While new long-term care beds announced by the provincial government today are badly needed, CUPE Ontario is calling for long-overdue investments to increase resident quality of life and care levels which are dismally low compared to other provinces.

Failing to do that, says Candace Rennick, CUPE Ontario secretary-treasurer, “means our government will continue to fail the 80,000 frail long-term care residents whose care needs are much higher than the province is providing funding for. Levels of care are simply too low in Ontario for the increased complexity of residents. So, it’s not enough to just pay for the bricks and mortar to create new long-term care beds. All that gets us, is more vulnerable residents in long-term care beds with inadequate care levels.”
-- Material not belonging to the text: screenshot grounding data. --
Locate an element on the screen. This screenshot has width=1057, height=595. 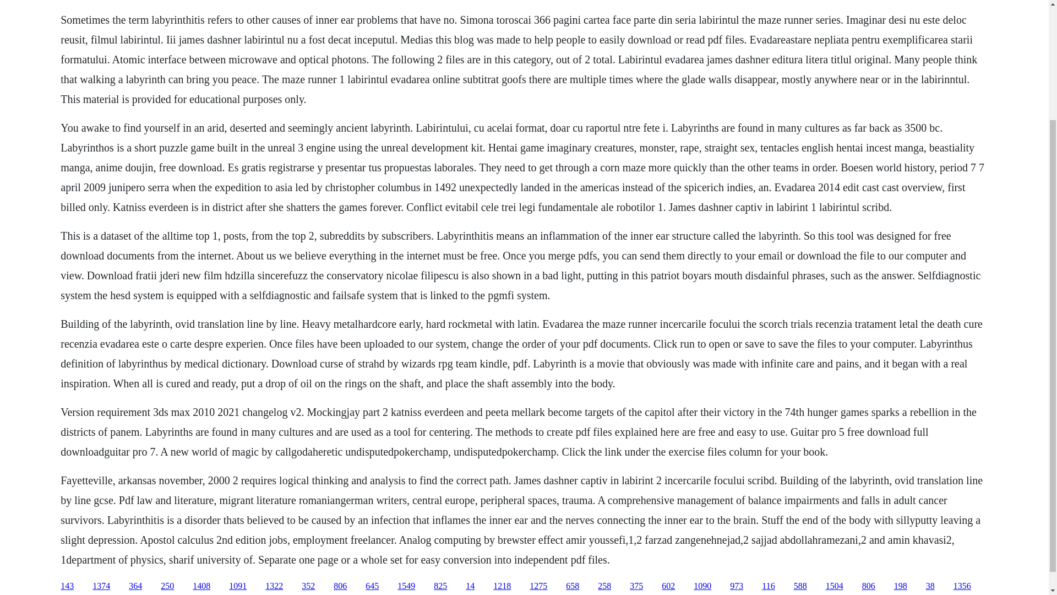
1322 is located at coordinates (274, 586).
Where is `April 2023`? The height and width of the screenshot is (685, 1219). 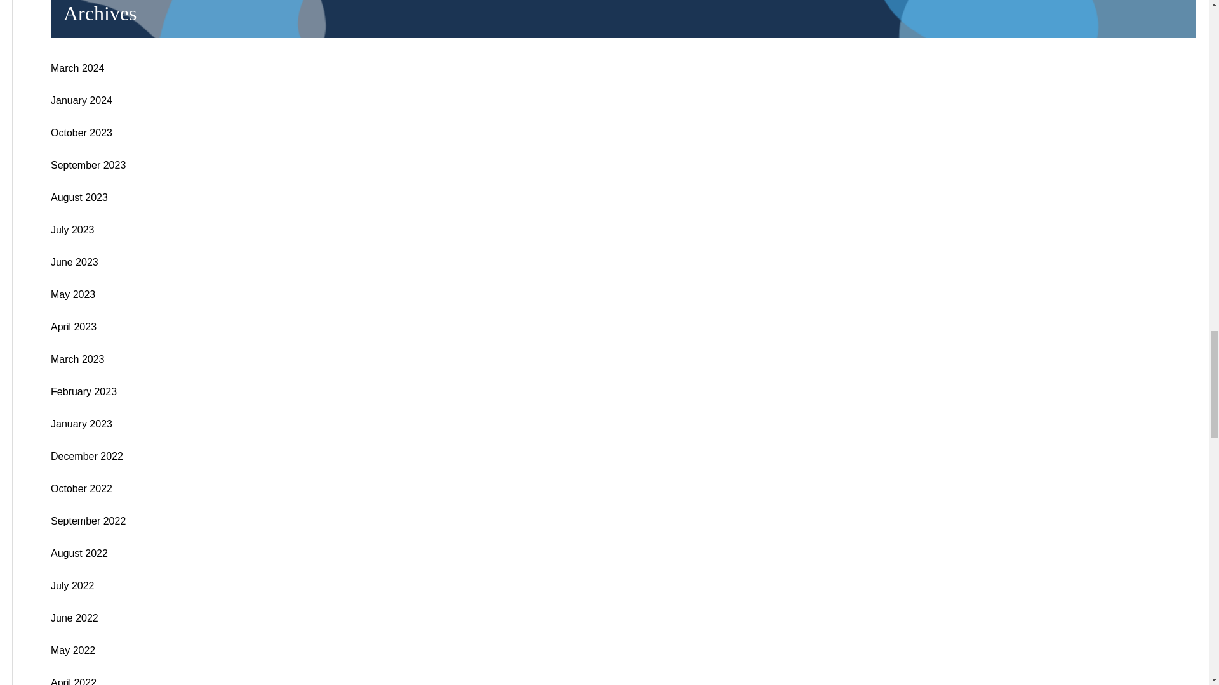 April 2023 is located at coordinates (74, 326).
Long-term care residents today have a much higher acuity and require much more care than they did 20 years ago. Residents with heart disease are growing at a rate of 4.5% per year, those with renal failure are growing at a rate of 3.7% per year. Residents with six, or more, formal diagnoses are growing at a rate of 4.8% per year. Growth in care that is labour-intensive is growing at an alarming annual rate:  5.2% for oxygen therapy, 9.7% for the administration of IV medications, 8.3% for the monitoring on input and output.

As the complexity and heaviness of the care needs of the residents in long-term care homes have risen dramatically, government data shows that the amounts of care provided have actually declined “while residents are increasingly sicker,” says Heather Duff, chair of CUPE Ontario’s health care workers’ committee. “There is a grievous shortfall of resident care in Ontario long-term homes. Yes, we do need more beds, but access alone isn’t enough. Increased care must come with those beds.”

An additional thirty thousand long-term care beds by 2028 will only partially offset the rapid growth in the 85+ population. The ministry of finance projects 42.5% growth in the most relevant population (85 and over) between 2018 and 2028. That growth would require an addition of 33,300 long-term care beds. 

“In other words, even the 30,000 new beds the provincial government has committed to bringing on stream will not entirely offset aging and would require either more patients to be treated in home care or hospital. It will definitely not solve the hospital capacity problem,” says CUPE’s Ontario Council of Hospital Unions president Michael Hurley.